Frequently Asked Questions
- Senolytics are compounds that selectively eliminate senescent cells — also called "zombie cells" — that have permanently stopped dividing but refuse to undergo programmed cell death (apoptosis). Senescent cells accumulate with aging and secrete a cocktail of inflammatory signaling molecules called the senescence-associated secretory phenotype (SASP), which damages neighboring healthy cells, drives chronic inflammation, and accelerates tissue aging. Senolytic compounds work by inhibiting the BCL-2 family of anti-apoptotic proteins that senescent cells rely on to survive, triggering their selective elimination while leaving healthy cells intact.
- Based on published research, the most potent natural senolytic combination is fisetin plus quercetin. A landmark 2018 study in EBioMedicine (Yousefzadeh et al., 2018; doi:10.1016/j.ebiom.2018.09.015) identified fisetin as the single most potent natural senolytic, clearing 25–50% of senescent cells in multiple tissues. Quercetin is frequently combined with fisetin or the pharmaceutical dasatinib (D+Q protocol). Together, fisetin and quercetin target overlapping BCL-2 family members through complementary pathways, providing broader coverage across different senescent cell types.
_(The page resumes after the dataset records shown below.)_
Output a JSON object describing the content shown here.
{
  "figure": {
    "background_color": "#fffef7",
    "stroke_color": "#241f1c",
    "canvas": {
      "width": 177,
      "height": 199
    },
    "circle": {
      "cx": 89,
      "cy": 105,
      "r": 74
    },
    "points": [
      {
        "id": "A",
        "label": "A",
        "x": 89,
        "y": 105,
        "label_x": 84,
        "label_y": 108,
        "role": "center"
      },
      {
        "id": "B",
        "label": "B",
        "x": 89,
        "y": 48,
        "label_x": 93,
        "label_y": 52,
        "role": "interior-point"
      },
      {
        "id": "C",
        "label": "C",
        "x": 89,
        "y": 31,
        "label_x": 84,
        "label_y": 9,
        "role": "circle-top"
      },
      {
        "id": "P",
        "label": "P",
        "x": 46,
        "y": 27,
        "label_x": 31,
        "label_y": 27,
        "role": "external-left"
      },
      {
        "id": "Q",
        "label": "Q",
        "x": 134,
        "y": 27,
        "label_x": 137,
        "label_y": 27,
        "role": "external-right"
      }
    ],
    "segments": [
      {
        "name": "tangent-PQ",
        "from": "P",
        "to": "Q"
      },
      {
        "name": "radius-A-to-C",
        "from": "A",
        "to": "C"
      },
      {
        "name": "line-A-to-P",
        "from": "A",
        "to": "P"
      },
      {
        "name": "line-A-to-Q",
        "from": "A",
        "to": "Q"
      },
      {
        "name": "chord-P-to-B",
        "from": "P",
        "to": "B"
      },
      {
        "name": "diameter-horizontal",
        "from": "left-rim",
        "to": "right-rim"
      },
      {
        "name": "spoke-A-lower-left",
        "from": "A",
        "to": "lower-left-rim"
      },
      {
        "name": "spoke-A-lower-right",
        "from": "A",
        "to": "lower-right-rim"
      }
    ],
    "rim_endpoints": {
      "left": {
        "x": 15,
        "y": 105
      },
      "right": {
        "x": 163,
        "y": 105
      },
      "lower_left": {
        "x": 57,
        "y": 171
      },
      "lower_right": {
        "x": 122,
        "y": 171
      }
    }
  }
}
- Most longevity researchers use an intermittent senolytic protocol rather than daily dosing, because senolytics are designed to eliminate cells — not to be taken continuously. The most common natural senolytic protocol is 2 consecutive days per month (or per quarter) at high doses. Example — Fisetin 1000–2000mg + Quercetin 500–1000mg daily for 2 consecutive days, repeated monthly. This mirrors the preclinical senolytic research design. Lower daily maintenance doses (fisetin 100–250mg, quercetin 250–500mg) are used by some for ongoing antioxidant and anti-inflammatory benefits, but the senolytic (cell-clearing) mechanism requires high concentrations.
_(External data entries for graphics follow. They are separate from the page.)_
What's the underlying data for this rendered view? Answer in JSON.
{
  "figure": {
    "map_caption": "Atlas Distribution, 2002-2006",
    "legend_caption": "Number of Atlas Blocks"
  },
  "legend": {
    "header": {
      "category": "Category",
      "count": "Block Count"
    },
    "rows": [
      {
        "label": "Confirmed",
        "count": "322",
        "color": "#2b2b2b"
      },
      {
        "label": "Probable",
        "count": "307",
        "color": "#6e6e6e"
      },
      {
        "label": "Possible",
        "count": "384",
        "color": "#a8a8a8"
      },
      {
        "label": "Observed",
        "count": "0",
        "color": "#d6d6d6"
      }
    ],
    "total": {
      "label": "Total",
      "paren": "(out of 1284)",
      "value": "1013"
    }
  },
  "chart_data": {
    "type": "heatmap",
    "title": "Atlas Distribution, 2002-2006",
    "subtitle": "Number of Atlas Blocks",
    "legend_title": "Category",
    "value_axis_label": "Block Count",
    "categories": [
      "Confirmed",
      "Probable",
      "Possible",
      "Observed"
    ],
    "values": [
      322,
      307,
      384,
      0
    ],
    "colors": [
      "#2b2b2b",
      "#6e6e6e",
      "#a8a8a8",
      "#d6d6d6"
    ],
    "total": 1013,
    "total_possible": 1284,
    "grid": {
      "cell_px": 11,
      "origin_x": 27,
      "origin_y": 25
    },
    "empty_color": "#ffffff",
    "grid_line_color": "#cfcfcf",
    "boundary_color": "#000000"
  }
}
- The key human trial for fisetin is the AFFIRM-LITE trial by Mayo Clinic (Nora Bauer et al., 2021), a Phase 1/2 RCT in older adults that showed fisetin 20mg/kg for 2 days reduced senescent cell markers (p16, p21) in adipose tissue biopsies with no serious adverse events. For quercetin, the key human study is the Mayo Clinic dasatinib + quercetin (D+Q) trial in patients with idiopathic pulmonary fibrosis (Justice et al., 2019; doi:10.1016/j.ebiom.2019.03.053), which showed reduced SASP markers and improved physical function with 3 weeks of intermittent D+Q. Natural senolytics are earlier in the clinical pipeline than pharma-based approaches; the evidence is positive but preliminary.
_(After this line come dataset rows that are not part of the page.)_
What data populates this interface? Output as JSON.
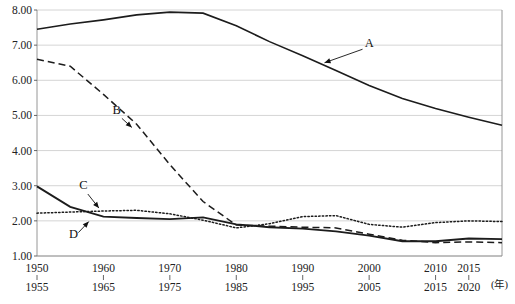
{
  "chart_data": {
    "type": "line",
    "title": "",
    "xlabel": "(年)",
    "ylabel": "",
    "ylim": [
      1.0,
      8.0
    ],
    "ytick_step": 1.0,
    "grid": true,
    "legend_position": "inline-annotations",
    "yticks": [
      "1.00",
      "2.00",
      "3.00",
      "4.00",
      "5.00",
      "6.00",
      "7.00",
      "8.00"
    ],
    "xticks_top": [
      "1950",
      "1960",
      "1970",
      "1980",
      "1990",
      "2000",
      "2010",
      "2015"
    ],
    "xticks_bottom": [
      "1955",
      "1965",
      "1975",
      "1985",
      "1995",
      "2005",
      "2015",
      "2020"
    ],
    "x": [
      1950,
      1955,
      1960,
      1965,
      1970,
      1975,
      1980,
      1985,
      1990,
      1995,
      2000,
      2005,
      2010,
      2015,
      2020
    ],
    "series": [
      {
        "name": "A",
        "label": "A",
        "style": "solid",
        "values": [
          7.45,
          7.6,
          7.72,
          7.86,
          7.94,
          7.91,
          7.55,
          7.1,
          6.7,
          6.28,
          5.85,
          5.48,
          5.2,
          4.95,
          4.72
        ]
      },
      {
        "name": "B",
        "label": "B",
        "style": "dashed",
        "values": [
          6.6,
          6.4,
          5.6,
          4.75,
          3.6,
          2.55,
          1.88,
          1.85,
          1.82,
          1.8,
          1.62,
          1.45,
          1.38,
          1.4,
          1.38
        ]
      },
      {
        "name": "C",
        "label": "C",
        "style": "dotted",
        "values": [
          2.22,
          2.25,
          2.28,
          2.3,
          2.2,
          2.02,
          1.8,
          1.92,
          2.12,
          2.15,
          1.9,
          1.82,
          1.95,
          2.0,
          1.98
        ]
      },
      {
        "name": "D",
        "label": "D",
        "style": "solid-thick",
        "values": [
          2.98,
          2.4,
          2.12,
          2.08,
          2.05,
          2.1,
          1.9,
          1.82,
          1.78,
          1.7,
          1.58,
          1.42,
          1.42,
          1.5,
          1.48
        ]
      }
    ],
    "annotations": [
      {
        "label": "A",
        "points_to_series": "A",
        "label_x": 2000,
        "label_y": 6.95,
        "target_x": 1993,
        "target_y": 6.48
      },
      {
        "label": "B",
        "points_to_series": "B",
        "label_x": 1962,
        "label_y": 5.05,
        "target_x": 1964.5,
        "target_y": 4.62
      },
      {
        "label": "C",
        "points_to_series": "C",
        "label_x": 1957,
        "label_y": 2.92,
        "target_x": 1959.5,
        "target_y": 2.32
      },
      {
        "label": "D",
        "points_to_series": "D",
        "label_x": 1955.5,
        "label_y": 1.52,
        "target_x": 1958,
        "target_y": 2.02
      }
    ],
    "footnote": ""
  }
}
- Both fisetin and quercetin have favorable safety profiles in available human data. The AFFIRM-LITE trial (fisetin) found no serious adverse events. Multiple quercetin trials up to 1000mg/day show good tolerability. The main concerns are potential interactions with blood thinners (both have mild antiplatelet activity), chemotherapy drugs (BCL-2 targeting may interfere with some cancer treatments), and immunosuppressants. The intermittent dosing protocol (2 days/month) rather than continuous use is the safety-conscious approach endorsed by most longevity researchers.